Maximizing the 2 norm of a vector

Dear all,

Is there a way I can re-formulate the maximization problem below to be able to be solved using CVX?

At present, it gives me the error, “Cannot maximize a(n) convex expression.” which makes sense but is there any trick I can use to solve it using CVX?

cvx_begin
variable x(n)
maximize (norm(A*x - b,2))
subject to
l <= x <= u;
cvx_end

1 Like

No. That is non-convex.

Bu, presuming all elements of l and u are finite, then because it is a concave programming problem with compact constraints, there must be a global optimum at an extreme of the constraints, i.e., each component of x being on a lower or upper bound. So if n is not too large, you can evaluate the objective function for all 2^n such points, and choose the one with highest objective value.

2 Likes

Hi Dr Mark

If its non-convex, meaning concave… on a maximum. there’s no way to run on cvx since we’re maximising a norm function. How then we do achieve global optimum? Are you suggesting to introduce slack variables to reformulate the objective function or introduce additional inequality constraints for a feasible region? A further clarity will be most helpful for the benefit of the audience

Supra

I think @mark_l_stone is saying you should not Cvx at all for this. Cvx is not suitable for the problem.
So the question does not even belong on this forum.

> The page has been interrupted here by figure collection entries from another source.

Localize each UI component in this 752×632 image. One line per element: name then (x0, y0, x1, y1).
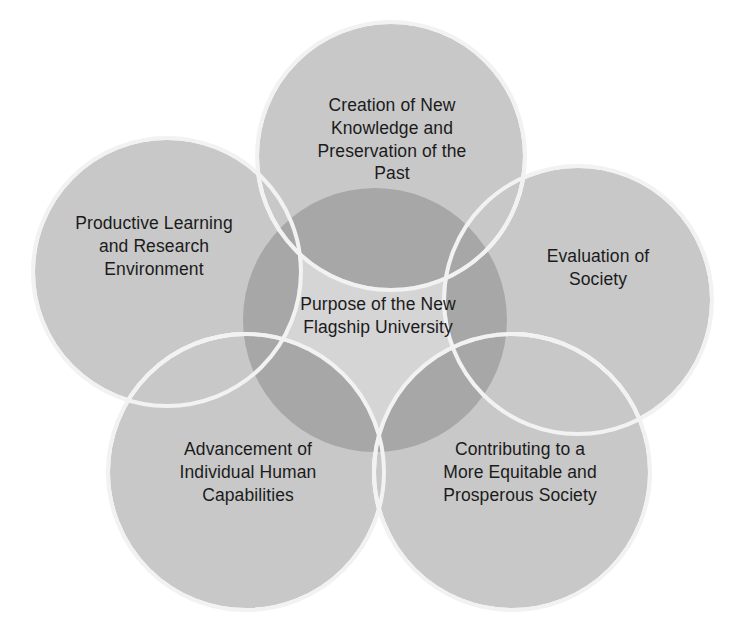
venn-diagram: Creation of New Knowledge and Preservati… (0, 0, 752, 632)
venn-shapes (0, 0, 752, 632)
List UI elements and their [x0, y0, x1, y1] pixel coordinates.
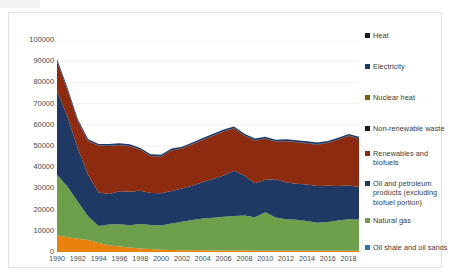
y-tick-label: 30000: [12, 184, 54, 192]
legend-label: Electricity: [373, 62, 405, 71]
y-tick-label: 10000: [12, 227, 54, 235]
y-tick-label: 90000: [12, 57, 54, 65]
x-tick-label: 2004: [195, 254, 211, 263]
x-tick-label: 2016: [320, 254, 336, 263]
y-tick-label: 100000: [12, 36, 54, 44]
chart-legend: HeatElectricityNuclear heatNon-renewable…: [365, 31, 450, 280]
x-tick-label: 2010: [257, 254, 273, 263]
chart-frame: 0100002000030000400005000060000700008000…: [8, 12, 442, 268]
legend-label: Natural gas: [373, 216, 411, 225]
legend-swatch-icon: [365, 218, 370, 223]
legend-label: Non-renewable waste: [373, 124, 445, 133]
y-tick-label: 80000: [12, 78, 54, 86]
legend-item[interactable]: Natural gas: [365, 216, 450, 225]
legend-label: Heat: [373, 31, 389, 40]
y-tick-label: 50000: [12, 142, 54, 150]
x-tick-label: 2006: [216, 254, 232, 263]
x-tick-label: 2002: [174, 254, 190, 263]
area-series: [57, 62, 359, 194]
legend-item[interactable]: Oil shale and oil sands: [365, 243, 450, 252]
x-tick-label: 2008: [236, 254, 252, 263]
legend-item[interactable]: Non-renewable waste: [365, 124, 450, 133]
legend-swatch-icon: [365, 151, 370, 156]
legend-label: Renewables and biofuels: [373, 149, 450, 168]
legend-item[interactable]: Oil and petroleum products (excluding bi…: [365, 179, 450, 207]
legend-item[interactable]: Renewables and biofuels: [365, 149, 450, 168]
corner-artifact: [0, 0, 40, 8]
y-tick-label: 0: [12, 248, 54, 256]
legend-swatch-icon: [365, 95, 370, 100]
y-tick-label: 70000: [12, 100, 54, 108]
legend-label: Oil and petroleum products (excluding bi…: [373, 179, 450, 207]
x-tick-label: 2012: [278, 254, 294, 263]
y-axis: 0100002000030000400005000060000700008000…: [9, 40, 54, 252]
legend-item[interactable]: Electricity: [365, 62, 450, 71]
legend-swatch-icon: [365, 64, 370, 69]
x-axis: 1990199219941996199820002002200420062008…: [57, 254, 359, 268]
legend-swatch-icon: [365, 126, 370, 131]
legend-swatch-icon: [365, 33, 370, 38]
legend-item[interactable]: Heat: [365, 31, 450, 40]
area-series-group: [57, 59, 359, 252]
legend-item[interactable]: Nuclear heat: [365, 93, 450, 102]
x-tick-label: 2014: [299, 254, 315, 263]
legend-label: Oil shale and oil sands: [373, 243, 448, 252]
x-tick-label: 2018: [341, 254, 357, 263]
plot-area: [57, 40, 359, 252]
chart-screenshot: 0100002000030000400005000060000700008000…: [0, 0, 450, 280]
legend-label: Nuclear heat: [373, 93, 415, 102]
stacked-area-plot: [57, 40, 359, 252]
x-tick-label: 1990: [49, 254, 65, 263]
x-tick-label: 1998: [132, 254, 148, 263]
x-tick-label: 1992: [70, 254, 86, 263]
x-tick-label: 1994: [91, 254, 107, 263]
y-tick-label: 60000: [12, 121, 54, 129]
x-tick-label: 1996: [111, 254, 127, 263]
y-tick-label: 40000: [12, 163, 54, 171]
x-tick-label: 2000: [153, 254, 169, 263]
legend-swatch-icon: [365, 245, 370, 250]
y-tick-label: 20000: [12, 206, 54, 214]
legend-swatch-icon: [365, 181, 370, 186]
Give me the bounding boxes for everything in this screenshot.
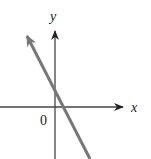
coordinate-graph: y x 0 <box>0 0 151 159</box>
y-axis-label: y <box>48 9 57 24</box>
x-axis-label: x <box>130 100 138 115</box>
origin-label: 0 <box>40 113 47 128</box>
graph-line <box>27 36 90 159</box>
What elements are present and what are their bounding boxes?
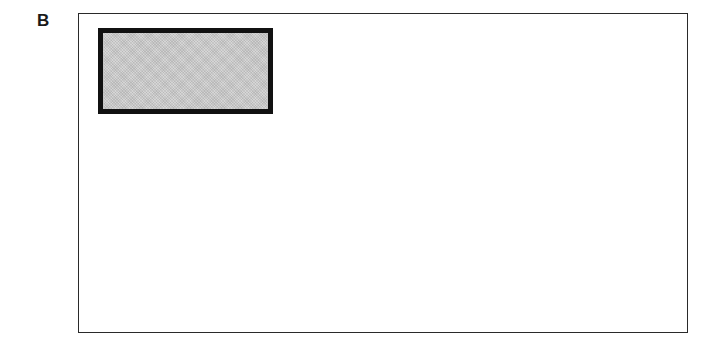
panel-label: B <box>37 11 49 31</box>
shaded-rectangle <box>98 28 273 114</box>
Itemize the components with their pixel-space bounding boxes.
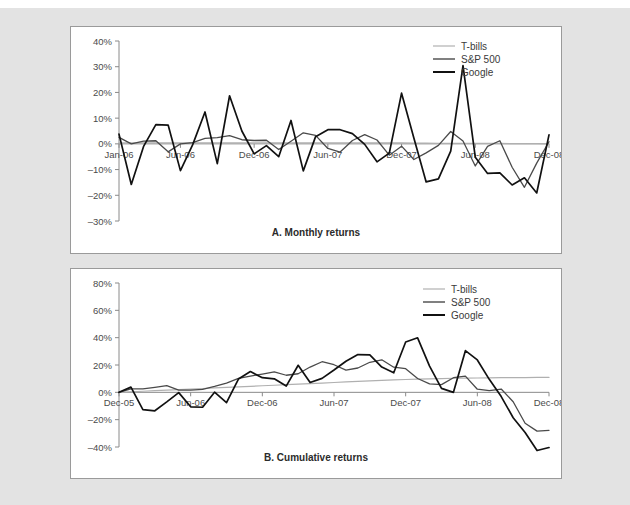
legend-label-t-bills: T-bills	[461, 41, 487, 52]
legend-label-t-bills: T-bills	[451, 284, 477, 295]
x-tick-label: Jan-06	[104, 149, 133, 160]
x-tick-label: Dec-06	[247, 397, 278, 408]
y-tick-label: 40%	[93, 36, 113, 47]
panel-a-caption: A. Monthly returns	[71, 227, 561, 238]
x-tick-label: Dec-08	[534, 149, 561, 160]
x-tick-label: Jun-07	[313, 149, 342, 160]
y-tick-label: –10%	[88, 164, 113, 175]
y-tick-label: –20%	[88, 414, 113, 425]
series-line-google	[119, 66, 549, 193]
monthly-returns-plot: 40%30%20%10%0%–10%–20%–30%Jan-06Jun-06De…	[71, 27, 561, 253]
cumulative-returns-plot: 80%60%40%20%0%–20%–40%Dec-05Jun-06Dec-06…	[71, 269, 561, 478]
x-tick-label: Dec-08	[534, 397, 561, 408]
x-tick-label: Jun-07	[319, 397, 348, 408]
y-tick-label: 0%	[98, 138, 112, 149]
legend-label-s-p-500: S&P 500	[461, 54, 501, 65]
y-tick-label: 80%	[93, 278, 113, 289]
y-tick-label: 10%	[93, 113, 113, 124]
y-tick-label: –30%	[88, 216, 113, 227]
x-tick-label: Jun-08	[463, 397, 492, 408]
chart-panel-cumulative-returns: 80%60%40%20%0%–20%–40%Dec-05Jun-06Dec-06…	[70, 268, 562, 479]
y-tick-label: 60%	[93, 305, 113, 316]
legend-label-s-p-500: S&P 500	[451, 297, 491, 308]
panel-b-caption: B. Cumulative returns	[71, 452, 561, 463]
legend-label-google: Google	[451, 310, 484, 321]
chart-panel-monthly-returns: 40%30%20%10%0%–10%–20%–30%Jan-06Jun-06De…	[70, 26, 562, 254]
y-tick-label: 20%	[93, 360, 113, 371]
y-tick-label: –20%	[88, 190, 113, 201]
page-top-strip	[0, 0, 630, 8]
legend-label-google: Google	[461, 67, 494, 78]
y-tick-label: 40%	[93, 332, 113, 343]
x-tick-label: Dec-05	[104, 397, 135, 408]
x-tick-label: Dec-07	[390, 397, 421, 408]
figure-page: { "figure": { "background_color": "#e3e3…	[0, 0, 630, 505]
y-tick-label: 0%	[98, 387, 112, 398]
y-tick-label: 30%	[93, 61, 113, 72]
y-tick-label: 20%	[93, 87, 113, 98]
y-tick-label: –40%	[88, 442, 113, 453]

However, Mark is nice and tells you the problem is simple so you can evaluate objective on all the vertices of the feasible domain and simply pick the vertex that gives the best objective value and that will be a optimal solution. This is based on a well known fact.

2 Likes

Thanks for your prompt response

Regards
Supra

Yes, what @Erling said.

And by the way, non-convex does not mean concave. But in this case, the non-convex objective is concave, which along with the convex compact (bounded) constraints. is key to the solution method we mentioned.

1 Like

Understood Mark. Thanks

Supra

Thank you Mark for your reply. Again out of context for this forum but I was just wondering if you can suggest any available solvers which can solve this problem apart from the heuristic approach that you mentioned?

You can try BARON or BMIBNB under YALMIP to (attempt to) solve to global optimality. if n is too large, the solvers may not necessarily succeed within an acceptable amount of time 9or memory. There are also local solvers, such as FMINCON which can be used under YALMIP (or called directly in MATLAB).

The approach I mentioned in my first post is not heuristic. It is rigorous, but it is computationally intractable if n is too large.